Ciana whirled to see him leaning against the open doorway of the tack room and stamped her foot. “You scared me half to death.”
He held up his hands in surrender. “Just wanted to help. Saw the horses out in the rain, so I brought them in and toweled them off, gave them something to munch.”
“Just driving past?” His story wasn’t quite believable. She lived miles from Pickins’s ranch.
“Okay. Driving by on purpose. I wanted to apologize for not coming to your grandmother’s funeral. I wanted to say I’m sorry she died because I know what she meant to you.”
She had looked for him covertly in the crowd of mourners but didn’t want to admit it to his face. “Not a problem. No one likes to go to funerals.”
“Plus, I wanted to surprise you.” He held out his hand. “Come inside.”
The old desk had been pulled away from the wall and covered with a tablecloth. Cartons of fried chicken, potato salad, and baked beans along with paper plates and plastic forks sat on the checkered cloth.
“Supper,” he said, pulling out a chair and guiding her into it. “Bought it at the Chicken Palace downtown.” H
e took a seat across from her on the other side of the narrow old desk. His knees hit the solid wood backside, so he twisted sideways.
Caught off guard, thoroughly surprised, and touched by his effort, she confessed, “I don’t know what to say.”
“No need to talk. Just eat.”
She dug into the cardboard box until she found a crispy fried chicken leg. “What if I hadn’t come home?”
“I figured you’d come back eventually for the sake of the horses. And if you hadn’t come home, the horses were dry and fed and I’d have a lot of leftover chicken.”
She smiled. “I appreciate you caring for my horses. A little surprised, though, that Firecracker came to you. She can be ornery.”
He found a crispy thigh and bit into it. “I specialize in ornery.”
She blushed, knowing he was referring to her. After a few minutes of silence, she said, “Arie says you’re a good trainer. That you have a gift for connecting with horses.”

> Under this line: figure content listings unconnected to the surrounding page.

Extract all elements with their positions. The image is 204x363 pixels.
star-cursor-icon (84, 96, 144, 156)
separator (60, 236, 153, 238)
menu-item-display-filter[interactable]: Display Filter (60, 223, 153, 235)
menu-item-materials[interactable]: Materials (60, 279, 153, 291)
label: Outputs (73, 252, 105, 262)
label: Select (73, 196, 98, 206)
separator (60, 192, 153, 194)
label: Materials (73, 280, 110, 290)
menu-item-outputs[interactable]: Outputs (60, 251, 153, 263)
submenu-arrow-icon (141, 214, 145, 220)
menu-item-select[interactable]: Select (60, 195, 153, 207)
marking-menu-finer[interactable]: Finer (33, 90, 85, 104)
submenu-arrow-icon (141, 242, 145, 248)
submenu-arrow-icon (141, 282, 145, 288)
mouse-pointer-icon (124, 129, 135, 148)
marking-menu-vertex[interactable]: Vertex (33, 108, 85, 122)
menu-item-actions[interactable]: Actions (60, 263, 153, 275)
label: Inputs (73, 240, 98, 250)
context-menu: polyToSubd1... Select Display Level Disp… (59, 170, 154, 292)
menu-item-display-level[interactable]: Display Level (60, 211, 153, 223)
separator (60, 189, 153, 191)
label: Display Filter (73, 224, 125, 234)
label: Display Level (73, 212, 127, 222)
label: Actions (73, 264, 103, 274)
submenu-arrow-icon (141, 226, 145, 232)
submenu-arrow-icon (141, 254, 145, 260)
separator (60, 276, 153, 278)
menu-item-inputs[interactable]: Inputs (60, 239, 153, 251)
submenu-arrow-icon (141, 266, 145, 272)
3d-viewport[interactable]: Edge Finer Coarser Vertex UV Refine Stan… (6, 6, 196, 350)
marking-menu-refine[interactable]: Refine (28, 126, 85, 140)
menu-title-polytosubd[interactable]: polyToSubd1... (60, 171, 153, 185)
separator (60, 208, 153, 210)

“Don’t know about being gifted. Just know I like being around them. I train them gentle-like. No need to be mean to a horse. I’ve seen trainers who are. Takes them twice as long to gentle an animal with meanness. I don’t teach a horse anything. I just bring out the things that come natural to them.”
Ciana watched his hands gesture expressively while he talked about horses. To her his hands were beautiful, squarish and capable, calloused and marked with faint white lines from old leather strap and rope burns, working hands that were as gentle as cotton on a woman’s skin. Remembering, she shivered. “Pickins must be happy with your work.”
He grinned. “Bill thinks he’s a genius for bringing in the mustangs. The work’s gone fast because the horses are smart.”
“How about your father? Wasn’t this supposed to be his job?” She remembered Jon telling her that.
“It was, but his healing from the stroke isn’t going well. His fault, though. He won’t go to rehab like he’s supposed to. He still has paralysis on his left side. His arm’s useless, and his foot drags when he walks.”